The ferocity of the battle for Okinawa had confirmed that Japan would fight to the end. Allied planners initially expected from 200,000 to 400,000 casualties and millions of Japanese casualties in the invasion of the home islands. Hiroshima and Nagasaki, terrible as they were, prevented far worse consequences. I’ve talked with a lot of the men who would have been part of the invasion force. Not one regretted the dropping of the bombs. Of course, they would have been the ones getting shot at—sadly, in many cases, “with result.”

I may have misconstrued Professor Kimball’s argument, but it has become common to say that the A-bombs were unnecessary because Japan was on the brink of surrender. That argument seems based more on dislike of nuclear weapons than on the situation at the time.

Churchill in 1940 said, “We shall fight in the fields and in the streets, we shall fight in the hills…we shall never surrender” and, “You can always take one with you.” Why should anyone have expected the Japanese in 1945 to be any less resolute?
JONATHAN A. HAYES, CORVALLIS, ORE.

1. I am not defending Mr. Baker or his book Human Smoke. Misquoting anyone or inventing quotes with no source citation is an abomination.

2. I have no idea why Churchill did not carry out his threat to bomb German towns.

3. But unless it can be established that Churchill realized the enormity of the moral lapse that carrying out his threat would have meant, I am not persuaded of his innocence.
T.N. SIRINIVASAN, YALE UNIVERSITY

Editor’s response:

1. Good. There is plenty of legitimate criticism of Churchill, some on our website; no need to invent any.

2. If you have no idea, you need to read more about Churchill: the one leader on any side in World War II to question the morality of bombing civilians. I respectfully recommend Christopher Harmon’s article, “Are We Beasts?” (http://xrl.us/ot2hh), whose title is from WSC’s exclamation as he watched a film showing the bombing of Germany by the RAF. No such exclamation was ever uttered by the Germans.
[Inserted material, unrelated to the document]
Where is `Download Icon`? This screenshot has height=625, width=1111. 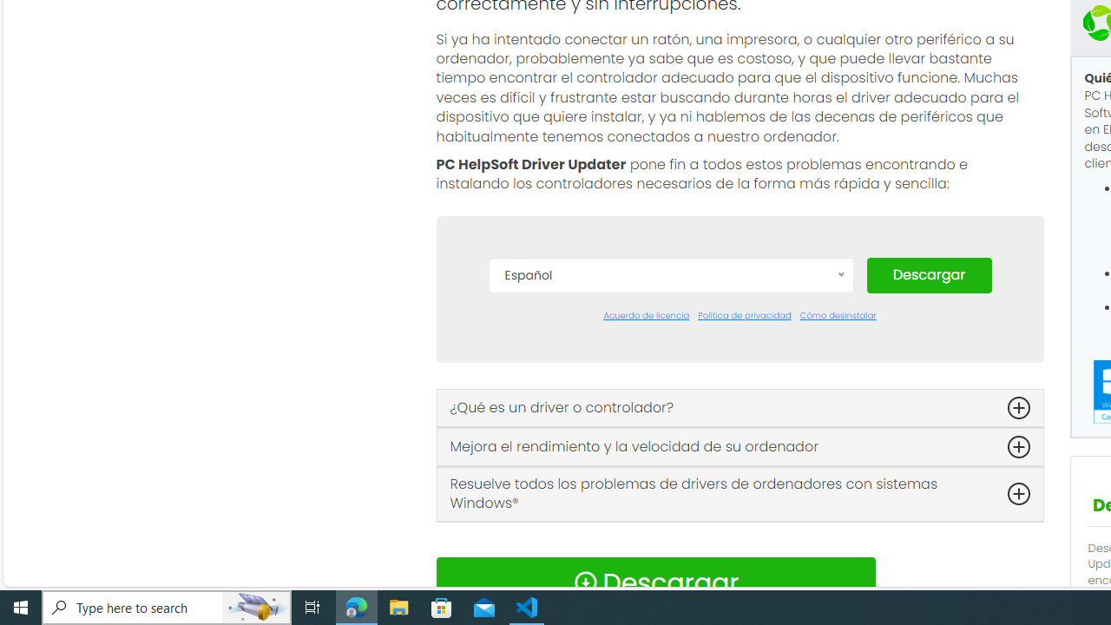
Download Icon is located at coordinates (585, 582).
3. Let me get this straight. Not only must Churchill have never so much as thought of a “moral lapse.” He is also required to “realize the enormity of the thought”—while London is being devastated by Hitler’s flying bombs—without committing the act! I suspect that very few leaders could survive being held to a standard of morality that requires them not even think of, much less commit, an immoral act.

A tribute, join us

#thinkchurchill

Subscribe

WANT MORE?

Get the Churchill Bulletin delivered to your inbox once a month.